Bush’s Specious Arguments on Iraq in his State of the Union
January 24, 2007
So there was Bush, at his State of the Union Address, using the same old tired arguments about the war in Iraq, plus a few extra specious ones.
Bush said he is sending more troops in Iraq to “stop the sectarian violence.” In other words, to patrol the civil war that U.S. troops were supposed to be preventing by being there in the first place.
Bush is stuck in Iraq, and he is sticking more of our troops there because he, like Lyndon Johnson before him, can’t admit failure.
Or, as Bush confessed, “This is not the fight we entered in Iraq, but is the fight we’re in.”
And so we have to say, he argued. “It would not be like us” to leave, he said.
He added, “It is still within our power to shape the outcome of this battle” and to “turn events toward victory.”
But few believe that, so Bush fell back on the pathetic “give it a chance” line, and the even more embarrassing, “Whatever you voted for, you did not vote for failure.”
What did they vote for again? Oh, yeah, weapons of mass destruction, which vanished in Iraq as they did in Bush’s speech.
Still, Bush kept blocking the exit doors with his overblown rhetoric. He said, “Our commitment is not open-ended,” but later on he added, “Nothing is more important at this moment in our history than for America to succeed in the Middle East [and] to succeed in Iraq.”
If that’s the case, if winning in is Iraq is really that important, then even if Maliki doesn’t not meet Bush’s benchmarks, Bush can’t withdraw.
He assumes that Iraq will devolve into chaos if the United States leaves, and while that is a possibility, it is also possible that the Iraqis, having rid themselves of the occupying force, will arrive at a political settlement with less bloodshed in the end than if the United States stayed there.
It is also highly unlikely that Al Qaeda and the Sunni extremists will prevail in Iraq, since the Shiites predominate.
Bush has a bad tendency of slipping on his way up the moral high ground.
He blamed Sunni extremists because they “preach with threats [and] instruct with bullets and bombs.”
But what, pray tell, is the U.S. doing to the Iraqis but instructing with bullets and bombs, or to the Iranians but preaching with threats?
With his broad brush (the only kind he has), Bush slapped distortion upon distortion.
In Iraq, he said that the bombing of the mosque in Samarra created the Shiite death squads. But those death squads came into being long before that. By denying this, Bush minimizes the depths of the sectarian divide.
And, not satisfied to go after Al Qaeda but warming instead to a bombing raid on Tehran, Bush blames Iran for some of the Shiite militias. And then he conflates all of the threats together in a grand sleight of hand. “The Shia and Sunni extremists are different faces of the same totalitarian threat,” he said. But it does no good to lump them all in together. Their goals and missions and ideologies and demands differ. By treating them the same way, Bush steers himself and the American people to the only solution he favors: war. (He also injects into the American mind the idea that all Muslims are the same.)
“We have a diplomatic strategy that is rallying the world to join in the fight against extremism,” Bush said.
Actually, he has virtually no diplomatic strategy whatsoever, and the world is increasingly abandoning Bush’s fight. In a recent BBC survey, 73 percent of people polled in 25 countries disapprove of Bush’s handling in Iraq, and 68 percent say the U.S. presence in the Middle East is a cause--not a cure--for conflict.
Bush did not acknowledge what his own intelligence agencies have admitted: that the U.S. occupation in Iraq has been a recruiting bonanza for Al Qaeda and Islamic fundamentalism.
He waved at the need to “remove the conditions that inspire blind hatred.” There are many such conditions, including poverty, lack of education, the funding of madrassas by Saudi Arabia and Pakistan, and the role the U.S. has played in propping up repressive regimes in the Middle East and in siding, time and time again, against the Palestinians. But Bush focused solely on the lack of democracy in the Middle East, while praising “moderate” regimes that are anything but. He barely mentioned the Palestinians. “We’re pursuing diplomacy to help bring peace to the Holy Land and pursuing the establishment of a democratic Palestinian state living side-by-side with Israel in peace and security,” he said. But no Administration in the last 30 years has done less to pursue this diplomacy.
Truth is, he’s not interested in diplomacy. What he thrives on, in his favorite football metaphor, is “staying on the offense.”
But that strategy has been proven decisively wrong in Iraq.
Bush is stuck there, and he is sticking more of our troops there because he, like Lyndon Johnson before him, can’t admit failure.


● ACTIVITY: Please copy each line of the listing that includes the string "false".

:: DATASET

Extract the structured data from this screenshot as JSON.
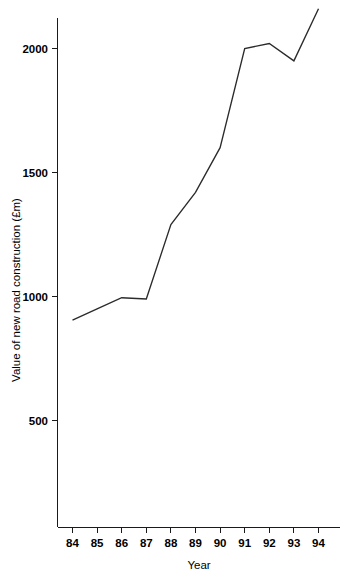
{
  "chart_data": {
    "type": "line",
    "title": "",
    "xlabel": "Year",
    "ylabel": "Value of new road construction (£m)",
    "categories": [
      "84",
      "85",
      "86",
      "87",
      "88",
      "89",
      "90",
      "91",
      "92",
      "93",
      "94"
    ],
    "values": [
      905,
      950,
      995,
      990,
      1290,
      1420,
      1600,
      2000,
      2020,
      1950,
      2160
    ],
    "series": [
      {
        "name": "Value of new road construction",
        "values": [
          905,
          950,
          995,
          990,
          1290,
          1420,
          1600,
          2000,
          2020,
          1950,
          2160
        ]
      }
    ],
    "x_tick_labels": [
      "84",
      "85",
      "86",
      "87",
      "88",
      "89",
      "90",
      "91",
      "92",
      "93",
      "94"
    ],
    "y_tick_labels": [
      "500",
      "1000",
      "1500",
      "2000"
    ],
    "y_ticks": [
      500,
      1000,
      1500,
      2000
    ],
    "ylim": [
      0,
      2230
    ],
    "xlim": [
      84,
      94
    ],
    "grid": false,
    "legend": false,
    "legend_position": "none",
    "line_color": "#2b2b2b",
    "axis_color": "#1a1a1a",
    "background_color": "#ffffff"
  },
  "axes": {
    "x_title": "Year",
    "y_title": "Value of new road construction (£m)"
  }
}
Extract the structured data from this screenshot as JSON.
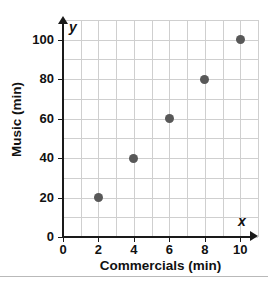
{
  "chart_data": {
    "type": "scatter",
    "title": "",
    "xlabel": "Commercials (min)",
    "ylabel": "Music (min)",
    "x_symbol": "x",
    "y_symbol": "y",
    "xlim": [
      0,
      11
    ],
    "ylim": [
      0,
      110
    ],
    "x_ticks": [
      0,
      2,
      4,
      6,
      8,
      10
    ],
    "y_ticks": [
      0,
      20,
      40,
      60,
      80,
      100
    ],
    "x_ticklabels": [
      "0",
      "2",
      "4",
      "6",
      "8",
      "10"
    ],
    "y_ticklabels": [
      "0",
      "20",
      "40",
      "60",
      "80",
      "100"
    ],
    "x_minor_step": 1,
    "y_minor_step": 10,
    "grid": true,
    "grid_color": "#cfcfcf",
    "legend": "none",
    "marker_color": "#585858",
    "axis_color": "#1a1a1a",
    "background": "#ffffff",
    "points": [
      {
        "x": 2,
        "y": 20
      },
      {
        "x": 4,
        "y": 40
      },
      {
        "x": 6,
        "y": 60
      },
      {
        "x": 8,
        "y": 80
      },
      {
        "x": 10,
        "y": 100
      }
    ]
  }
}
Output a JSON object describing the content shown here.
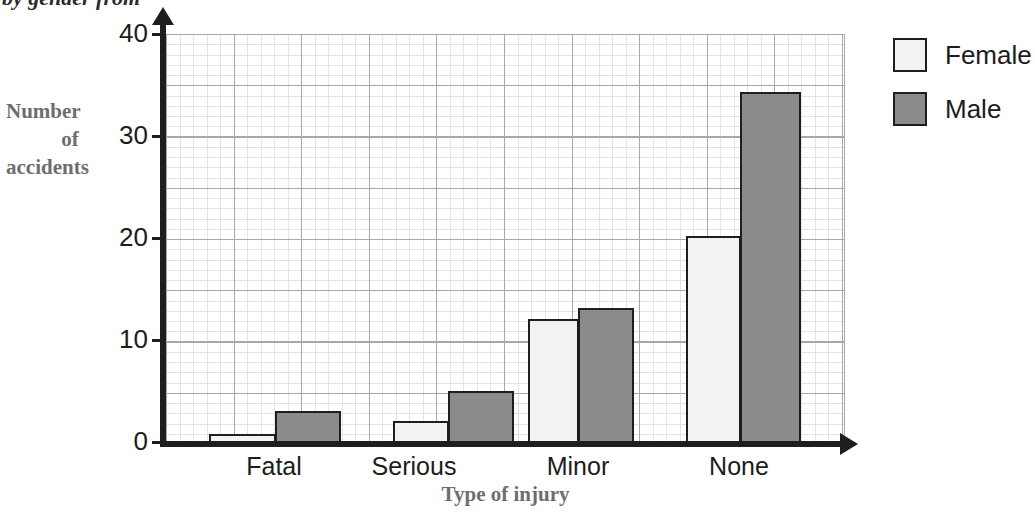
{
  "caption": {
    "text": "by gender from"
  },
  "legend": {
    "position": "right",
    "entries": [
      {
        "label": "Female",
        "color": "#f2f2f2"
      },
      {
        "label": "Male",
        "color": "#8b8b8b"
      }
    ]
  },
  "y_axis": {
    "title_line1": "Number",
    "title_line2": "of",
    "title_line3": "accidents",
    "ticks": [
      "0",
      "10",
      "20",
      "30",
      "40"
    ]
  },
  "x_axis": {
    "title": "Type of injury",
    "categories": [
      "Fatal",
      "Serious",
      "Minor",
      "None"
    ]
  },
  "chart_data": {
    "type": "bar",
    "title": "",
    "xlabel": "Type of injury",
    "ylabel": "Number of accidents",
    "categories": [
      "Fatal",
      "Serious",
      "Minor",
      "None"
    ],
    "series": [
      {
        "name": "Female",
        "color": "#f2f2f2",
        "values": [
          1,
          2.2,
          12.2,
          20.3
        ]
      },
      {
        "name": "Male",
        "color": "#8b8b8b",
        "values": [
          3.2,
          5.2,
          13.3,
          34.3
        ]
      }
    ],
    "ylim": [
      0,
      40
    ],
    "ytick_interval": 10,
    "grid": true,
    "grid_minor_interval": 1,
    "grid_major_interval": 5,
    "legend_position": "right",
    "legend_entries": [
      "Female",
      "Male"
    ]
  },
  "geometry": {
    "y_zero_px": 444,
    "px_per_unit": 10.25,
    "bars": [
      {
        "series": "Female",
        "category": "Fatal",
        "left": 43,
        "width": 67
      },
      {
        "series": "Male",
        "category": "Fatal",
        "left": 109,
        "width": 66
      },
      {
        "series": "Female",
        "category": "Serious",
        "left": 227,
        "width": 56
      },
      {
        "series": "Male",
        "category": "Serious",
        "left": 282,
        "width": 66
      },
      {
        "series": "Female",
        "category": "Minor",
        "left": 362,
        "width": 51
      },
      {
        "series": "Male",
        "category": "Minor",
        "left": 412,
        "width": 56
      },
      {
        "series": "Female",
        "category": "None",
        "left": 520,
        "width": 55
      },
      {
        "series": "Male",
        "category": "None",
        "left": 574,
        "width": 61
      }
    ],
    "tick_tops": [
      441,
      339,
      237,
      135,
      33
    ],
    "cat_label_centers": [
      274,
      414,
      578,
      739
    ]
  }
}
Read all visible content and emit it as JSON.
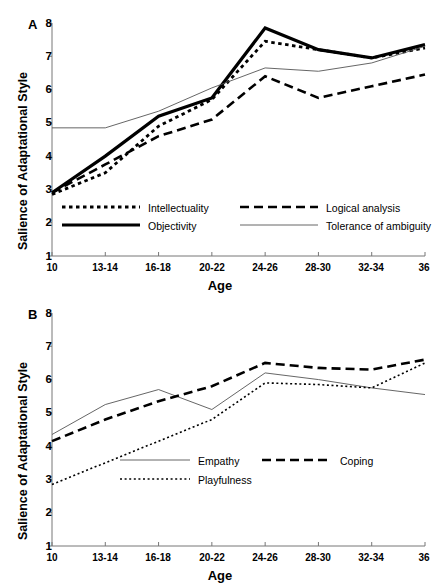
{
  "figure": {
    "axis_label_x": "Age",
    "axis_label_y": "Salience of Adaptational Style",
    "panel_a_letter": "A",
    "panel_b_letter": "B",
    "y_ticks": [
      "1",
      "2",
      "3",
      "4",
      "5",
      "6",
      "7",
      "8"
    ],
    "x_ticks": [
      "10",
      "13-14",
      "16-18",
      "20-22",
      "24-26",
      "28-30",
      "32-34",
      "36"
    ],
    "line_color": "#000000",
    "thin_line_color": "#555555"
  },
  "legend_a": {
    "items": [
      {
        "label": "Intellectuality",
        "style": "dotted-medium"
      },
      {
        "label": "Logical analysis",
        "style": "dashed-long"
      },
      {
        "label": "Objectivity",
        "style": "solid-thick"
      },
      {
        "label": "Tolerance of ambiguity",
        "style": "solid-thin"
      }
    ]
  },
  "legend_b": {
    "items": [
      {
        "label": "Empathy",
        "style": "solid-thin"
      },
      {
        "label": "Coping",
        "style": "dashed-long"
      },
      {
        "label": "Playfulness",
        "style": "dotted-fine"
      }
    ]
  },
  "chart_data": [
    {
      "type": "line",
      "panel": "A",
      "title": "",
      "xlabel": "Age",
      "ylabel": "Salience of Adaptational Style",
      "categories": [
        "10",
        "13-14",
        "16-18",
        "20-22",
        "24-26",
        "28-30",
        "32-34",
        "36"
      ],
      "ylim": [
        1,
        8
      ],
      "yticks": [
        1,
        2,
        3,
        4,
        5,
        6,
        7,
        8
      ],
      "grid": false,
      "legend_position": "inside-bottom",
      "series": [
        {
          "name": "Intellectuality",
          "style": "dotted-medium",
          "values": [
            2.85,
            3.5,
            4.9,
            5.7,
            7.45,
            7.2,
            6.95,
            7.25
          ]
        },
        {
          "name": "Logical analysis",
          "style": "dashed-long",
          "values": [
            2.9,
            3.75,
            4.6,
            5.1,
            6.4,
            5.75,
            6.1,
            6.45
          ]
        },
        {
          "name": "Objectivity",
          "style": "solid-thick",
          "values": [
            2.9,
            4.0,
            5.2,
            5.75,
            7.85,
            7.2,
            6.95,
            7.35
          ]
        },
        {
          "name": "Tolerance of ambiguity",
          "style": "solid-thin",
          "values": [
            4.85,
            4.85,
            5.35,
            6.05,
            6.65,
            6.55,
            6.8,
            7.3
          ]
        }
      ]
    },
    {
      "type": "line",
      "panel": "B",
      "title": "",
      "xlabel": "Age",
      "ylabel": "Salience of Adaptational Style",
      "categories": [
        "10",
        "13-14",
        "16-18",
        "20-22",
        "24-26",
        "28-30",
        "32-34",
        "36"
      ],
      "ylim": [
        1,
        8
      ],
      "yticks": [
        1,
        2,
        3,
        4,
        5,
        6,
        7,
        8
      ],
      "grid": false,
      "legend_position": "inside-bottom",
      "series": [
        {
          "name": "Empathy",
          "style": "solid-thin",
          "values": [
            4.35,
            5.25,
            5.7,
            5.1,
            6.2,
            6.0,
            5.75,
            5.55
          ]
        },
        {
          "name": "Coping",
          "style": "dashed-long",
          "values": [
            4.15,
            4.8,
            5.35,
            5.8,
            6.5,
            6.35,
            6.3,
            6.6
          ]
        },
        {
          "name": "Playfulness",
          "style": "dotted-fine",
          "values": [
            2.85,
            3.5,
            4.15,
            4.8,
            5.9,
            5.85,
            5.75,
            6.5
          ]
        }
      ]
    }
  ]
}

::::

● EXERCISE SOLUTION:
    "grid": false,
    "legend": false,
      "grid": false,
      "grid": false,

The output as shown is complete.